Thanks for reaching out!

Happy to give you some initial thoughts on the situation with your campaign. It's a really common problem, actually, more common than you'd think. It's great that your campaign has been so successful for this long, but you're dead right to be concerned about showing ads to people who've already bought from you. It's not just a bit of wasted budget; it points to a bigger issue with how the campaign is structured, one that could be costing you a lot more than you realise and stopping you from scaling properly.

The short answer is no, this isn't supposed to happen, and yes, you definitely need to change something. Let's get into what that is.
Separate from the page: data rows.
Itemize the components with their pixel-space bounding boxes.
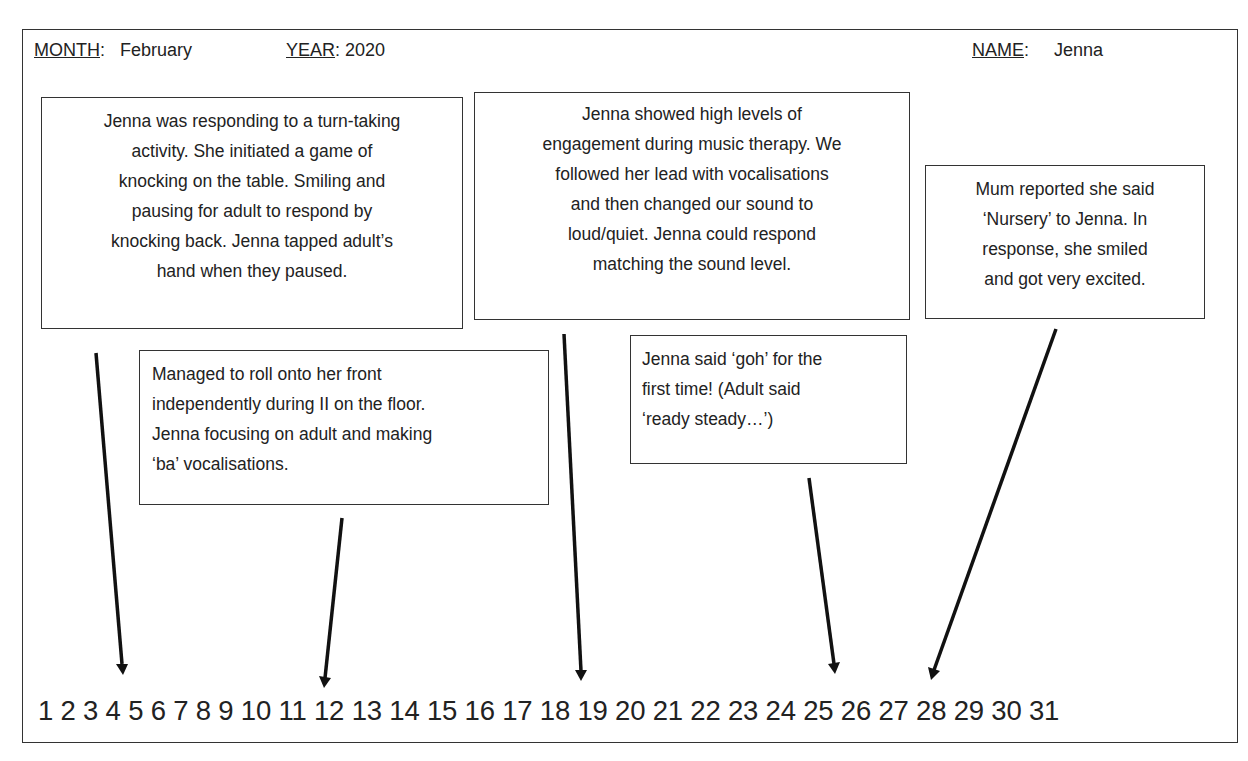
arrowhead-icon	[319, 676, 331, 688]
arrows-layer	[0, 0, 1248, 761]
day-number-line: 1 2 3 4 5 6 7 8 9 10 11 12 13 14 15 16 1…	[38, 695, 1059, 727]
arrowhead-icon	[828, 662, 840, 674]
arrow-to-day-23	[809, 478, 834, 664]
arrow-to-day-25	[934, 329, 1056, 670]
arrow-to-day-4	[96, 353, 122, 664]
arrowhead-icon	[575, 670, 587, 681]
arrowhead-icon	[116, 664, 128, 675]
arrow-to-day-17	[564, 334, 581, 671]
arrow-to-day-11	[325, 518, 342, 678]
We'll need to look at your audience exclusions...

This is the most obvious and immediate fix. The fact your customers are seeing the same ads they converted on tells me there's a leak in your funnel. Your "Purchasers" audience isn't doing its job properly. You mentioned you're tracking with Pixel and the API, which is good, but something's clearly getting lost in translation.

There's a few reasons this might be happening:

-> The Data Lag: Sometimes there's a delay between a purchase happening and that person being added to your exclusion audience. In that window, they can still be served ads. It's usually a short window, but if your frequency is high, they could see it a few times.

-> Cross-Device Issues: Someone might see the ad on their phone, but then buy later on their desktop computer. If the tracking isn't perfectly stitched together across devices (and it often isn't), Facebook might not recognise them as the same person.

-> Checkout as a Guest: This is a big one for ecommerce. If a customer buys without logging in, or uses a different email address than the one linked to their Facebook profile, the Pixel and API might struggle to match them to the user who saw the ad. So, they never get added to the exclusion list.

-> Audience Window: How long is your exclusion window set for? Most people set up a "Purchasers (180 Days)" audience to exclude. If your window is shorter, say 30 days, then after a month they're fair game again. For a one-off product purchase, you probably want to exclude them for as long as possible (180 days is the max for website custom audiences).

Fixing this is your first job. You need to dive into your Audiences section in Ads Manager and make sure your custom audience for "Purchasers" is set up correctly. Ensure it's populated and updating. You should create an audience of everyone who has hit your 'thank you' or 'order confirmation' page URL in the last 180 days. Then, you need to go into every single one of your prospecting and retargeting ad sets and add this audience to the 'Exclusions' box. This is non-negotiable. Every pound you spend showing an ad to someone who's already bought that exact product is a pound you could have spent finding a new customer.

But honestly, this is just patching a leak. The real problem is likely bigger. It's about your entire campaign philosophy and structure. You're thinking about one campaign, but you should be thinking about a full-funnel system.

I'd say you need to rethink your entire audience prioritisation...

A single "successful campaign" that runs for months is a great start, but it's not a scalable strategy. As you're seeing, it eventually gets inefficient. Mature advertising accounts don't just have one campaign; they have a system of campaigns that work together, each with a specific job. For an ecommerce business like yours, this is absolutely fundamental.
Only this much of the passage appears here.